Ssh – set umask for sshfs-mounted filesystem

filesystemsmountpermissionssshfsumask

I have a remote sshfs filesystem mounted on /mnt/data. Following is the relevant line in /etc/fstab:

www-data@192.168.1.10:/var/www/ /mnt/data       fuse.sshfs   rw,noauto,nodev,nosuid,noexec,_netdev,allow_other,default_permissions,uid=martin,gid=martin    0   0

The files in /var/www/ on the remote system are owned by user www-data, but I am using uid=martin,gid=martin to map the ownership on the mounted filesystem to uid 1000.

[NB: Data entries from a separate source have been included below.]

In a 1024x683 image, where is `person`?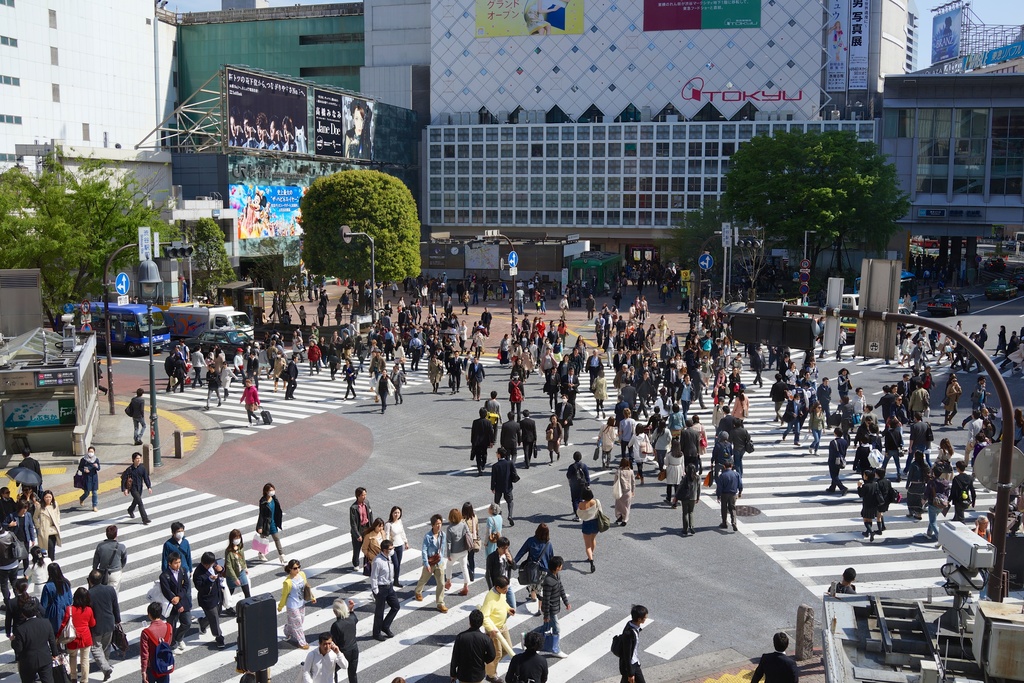
751 632 800 682.
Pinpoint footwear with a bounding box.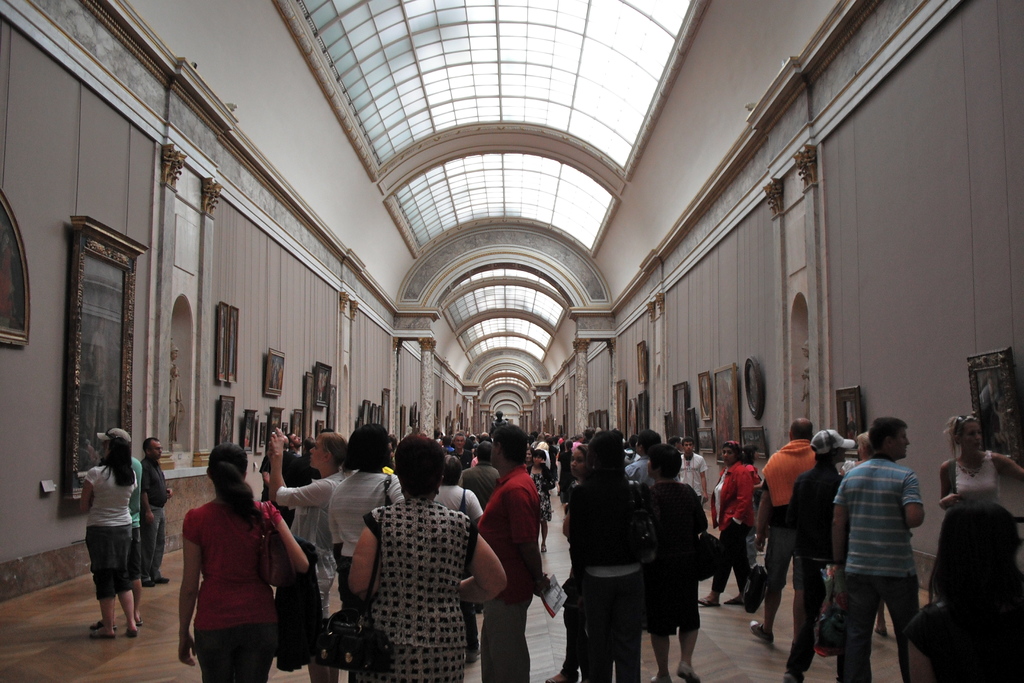
detection(751, 622, 774, 643).
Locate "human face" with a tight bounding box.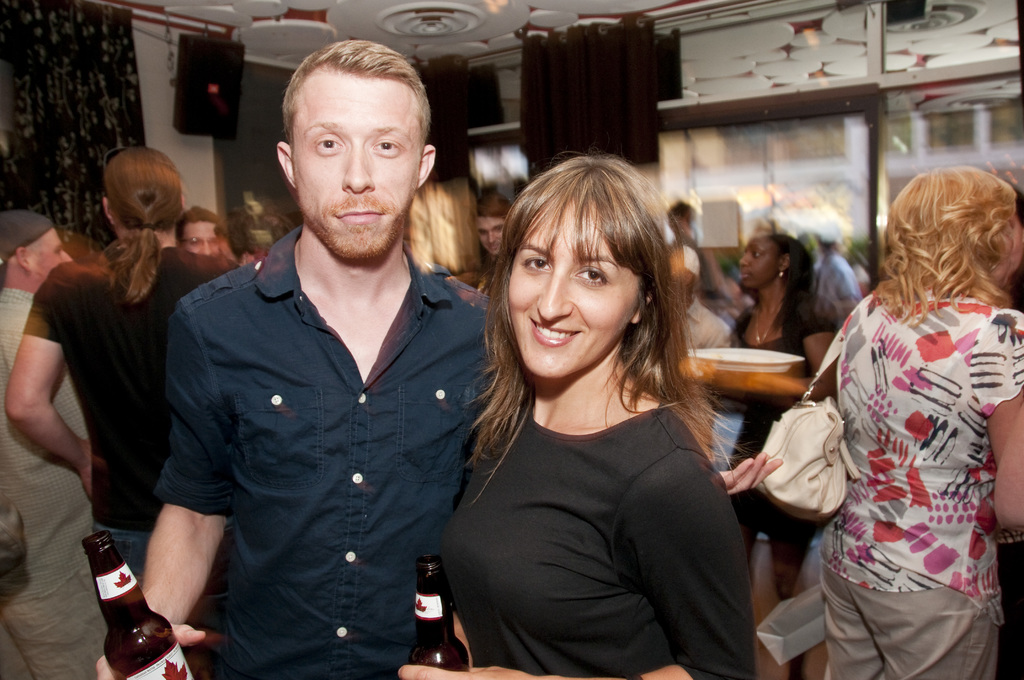
[732, 234, 785, 291].
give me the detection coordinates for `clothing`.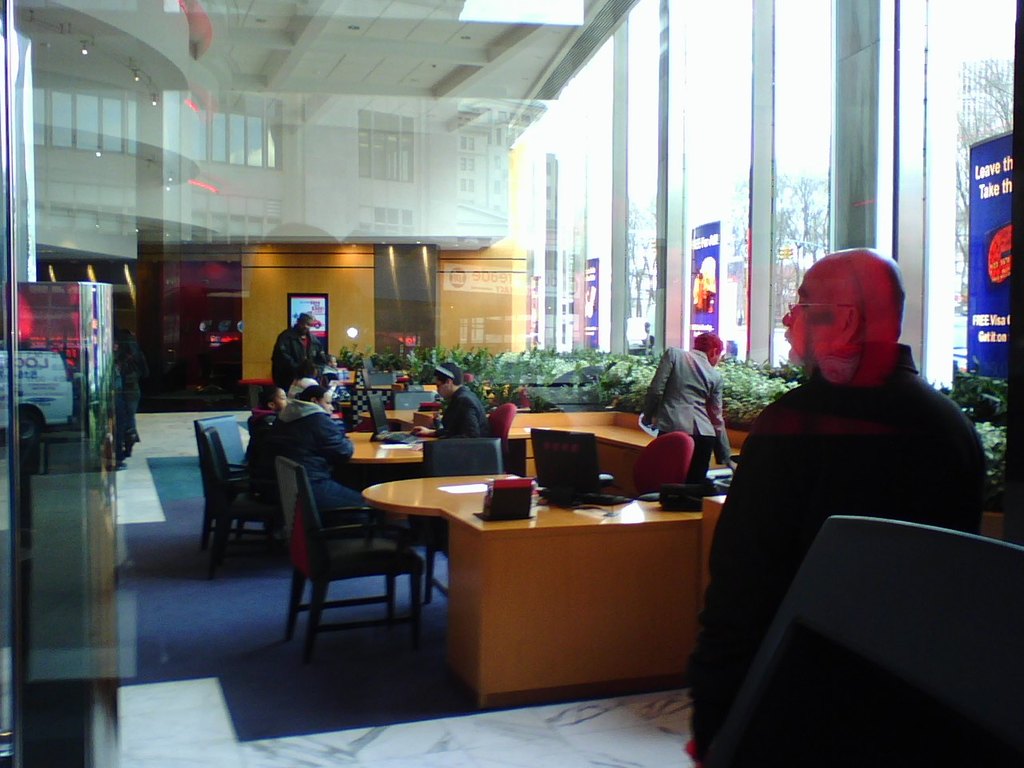
709 329 985 590.
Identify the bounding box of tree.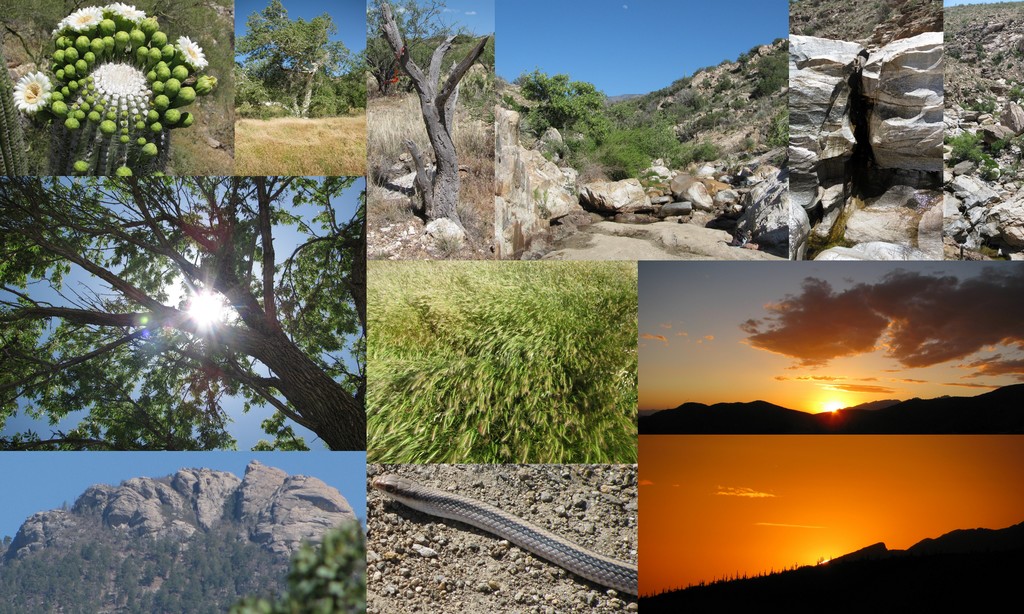
pyautogui.locateOnScreen(942, 132, 1006, 191).
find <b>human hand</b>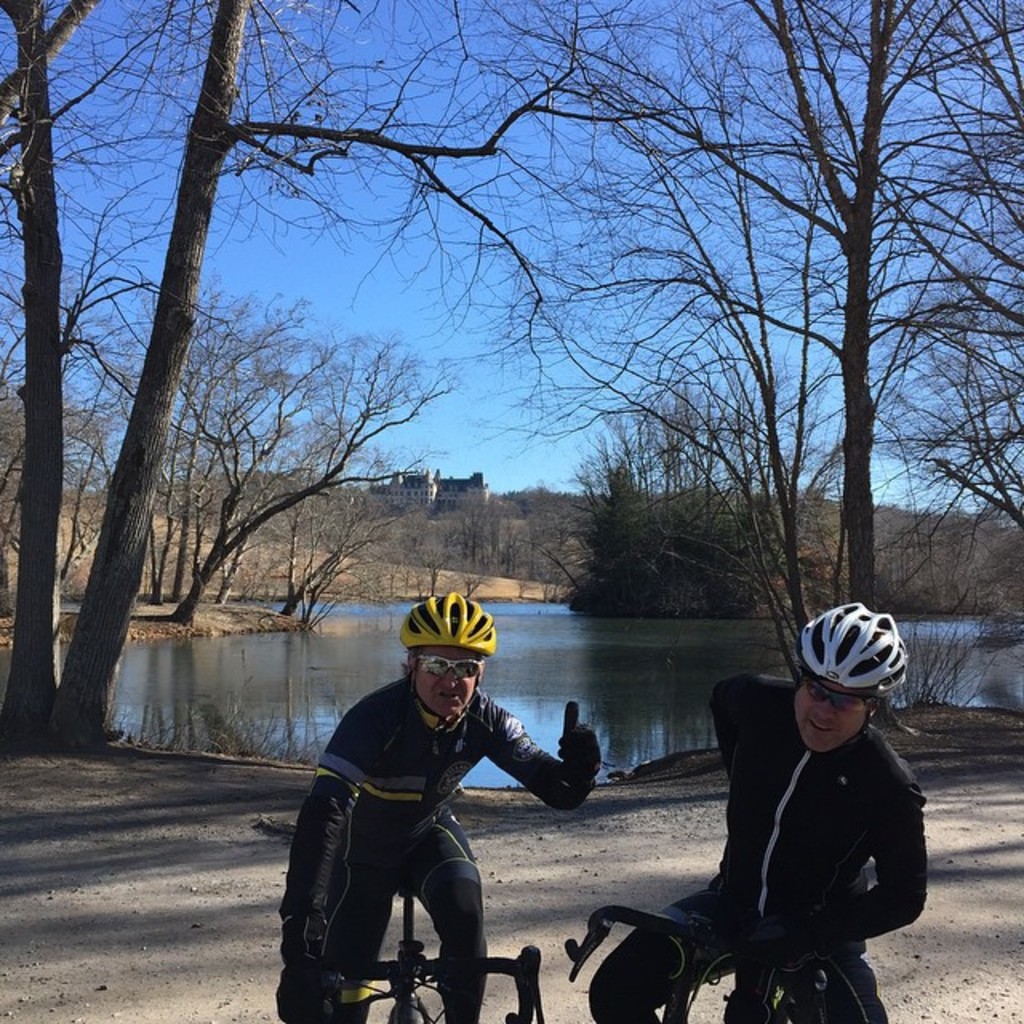
detection(555, 701, 603, 773)
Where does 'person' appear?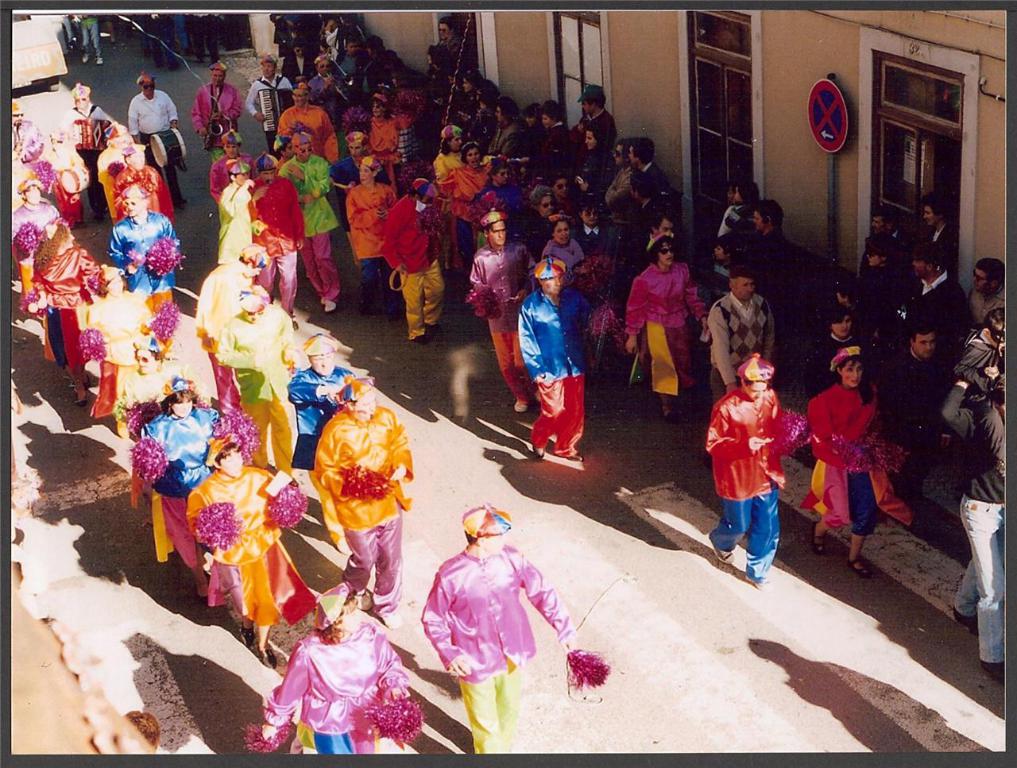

When I cd to /mnt/data/ as martin, I have the correct file permissions/ownership, but I need to change the umask.

On the remote filesytem, the user www-data has umask 0027. On my local filesystem, the user martin has umask 0077. I want to keep the umask 0077 on my local files, but use 0027 on the sshfs mounted files (ie all files in /mnt/data/).

Is this even possible ?

I have tried setting acl permissions on the whole directory on the remote filesystem:

setfacl -d -m g::rx  /var/www/
setfacl -d -m o::--- /var/www/

but this has no effect on the sshfs mounted share.

Best Answer

sshfs is using sftp under the hood and the umask for creation new files is handled by the remote sftp-server. You can set umask as an argument to the sftp-server in /etc/ssh/sshd_config on the server, such as

Subsystem sftp /usr/lib/openssh/sftp-server -u 027     # Debian/Ubuntu

or

Subsystem sftp /usr/libexec/openssh/sftp-server -u 027 # RHEL/Fedora

or

Subsystem sftp /usr/lib/ssh/sftp-server -u 027         # Arch

The umask settings and extended ACL are not transferred through the SFTP protocol as implemented by openssh. Also note that there is no "umask on files", but umask is always associated with running process creating the files.